Look, if you’re going to make a movie about a death ray, you might want to think of a more plausible origin for said device than a scientist who created a DEATH RAY for “peaceful purposes only.” Regardless, it’s a pretty hilarious concept for a spy thriller, and I adore the sketch lampooning the “peaceful purposes” death ray in particular, which ignites Crow’s ping pong eyeballs in spectacular fashion. We also get a salute to the “doughy men” of the ‘30s-‘50s, and their powers to inhale beef, alcohol and space on the screen, along with a great “deli” sketch that sees Mike and the Bots opening a restaurant with plenty of in-joke entrees: “Miles O’Beefe,” “Split Pia Zadora Soup,” “Sid Tuna Melton” and the “Manos Ham of Fate Reuben.” MST3k is a show defined by the in-theater segments, but Teen-Age Crime Wave is one of those episodes you should watch just to appreciate the brilliance of its puppetry and perfectly cast performers.īest riff: “They really have captured the grandeur of pasty white guys walking in herds.” Frank knocks it out of the park in the first segment, howling in pain when he’s sprayed with Dr. But every one of the sketches is memorable, and indicative of the wilder, more high-energy tone that came into the show after Mike became the host. Sure, the film is quite solid, a melodramatic “teens in trouble” flick in the vein of Teen-Age Strangler or High School Big Shot, and it receives a thorough riffing.

mst3k tor johnson

The thing that always stands out to me about Teen-Age Crime Wave isn’t so much the film, but how great all the host segments are. You just exist in one observable region in phase space, and then realign your point of origin!” Simple!īest riff: When seeing a room full of cigarette butts: “Holy cow, did you have Rod Serling over?” It all inspires a spectacular host segment wherein Servo, always the most intellectual member of the riffing crew, explains to the others how it all works: “We simply observe the apparent relative state of a John Ireland in one place, while in actuality he co-existed in the objective vector state.
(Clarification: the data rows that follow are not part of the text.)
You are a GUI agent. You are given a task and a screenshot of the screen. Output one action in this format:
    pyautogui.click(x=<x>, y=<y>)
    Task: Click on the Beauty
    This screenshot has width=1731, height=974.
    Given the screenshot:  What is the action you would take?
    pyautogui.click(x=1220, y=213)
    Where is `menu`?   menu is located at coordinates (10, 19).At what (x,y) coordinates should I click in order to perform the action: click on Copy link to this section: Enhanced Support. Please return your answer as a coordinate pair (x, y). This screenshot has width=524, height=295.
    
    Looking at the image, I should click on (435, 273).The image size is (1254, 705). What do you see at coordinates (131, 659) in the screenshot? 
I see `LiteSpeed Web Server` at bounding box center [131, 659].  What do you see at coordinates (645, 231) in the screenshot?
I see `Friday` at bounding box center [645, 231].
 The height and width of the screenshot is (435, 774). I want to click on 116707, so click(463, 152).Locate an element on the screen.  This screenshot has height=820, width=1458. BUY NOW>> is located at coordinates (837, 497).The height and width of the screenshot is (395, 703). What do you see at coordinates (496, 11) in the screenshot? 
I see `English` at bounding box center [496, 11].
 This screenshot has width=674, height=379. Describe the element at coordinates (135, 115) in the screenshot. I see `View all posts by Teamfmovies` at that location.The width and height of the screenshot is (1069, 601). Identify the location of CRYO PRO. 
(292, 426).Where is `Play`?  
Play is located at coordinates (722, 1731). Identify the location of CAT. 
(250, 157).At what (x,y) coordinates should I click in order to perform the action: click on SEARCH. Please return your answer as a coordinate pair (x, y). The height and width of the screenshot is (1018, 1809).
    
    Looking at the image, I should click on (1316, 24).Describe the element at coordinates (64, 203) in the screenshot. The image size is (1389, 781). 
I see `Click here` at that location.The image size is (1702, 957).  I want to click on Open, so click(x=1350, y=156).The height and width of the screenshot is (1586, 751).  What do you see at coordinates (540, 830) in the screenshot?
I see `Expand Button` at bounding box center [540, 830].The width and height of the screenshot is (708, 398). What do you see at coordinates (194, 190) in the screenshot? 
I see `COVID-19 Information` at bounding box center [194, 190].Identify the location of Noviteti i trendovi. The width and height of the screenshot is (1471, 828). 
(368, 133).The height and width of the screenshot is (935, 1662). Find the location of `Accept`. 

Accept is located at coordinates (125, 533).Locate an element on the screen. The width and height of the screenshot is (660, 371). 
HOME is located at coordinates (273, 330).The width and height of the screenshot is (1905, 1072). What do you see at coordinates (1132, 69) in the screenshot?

Joel and the Bots cleverly seize upon the impossible geography and physics of Corman’s makeshift little Western town, pointing out the physical impossibilities of certain characters walking off screen and just appearing in a different location instantaneously. Bruno Ve Sota plays exactly the same kind of portly sleazeball that he was in Daddy-O-talk about typecasting. It stars one of his regulars, the tough Beverly Garland, who is made a temporary marshal after her husband, the previous marshal, is killed. Honestly one of the better films featured on MST3k, Gunslinger comes out of Roger Corman’s prolific ‘50s era, when he was churning out low-budget (but generally watchable) popcorn genre flicks. Best riff: Character: “The good die first.” Servo: “But most people are morally ambiguous, which explains our random dying patterns.”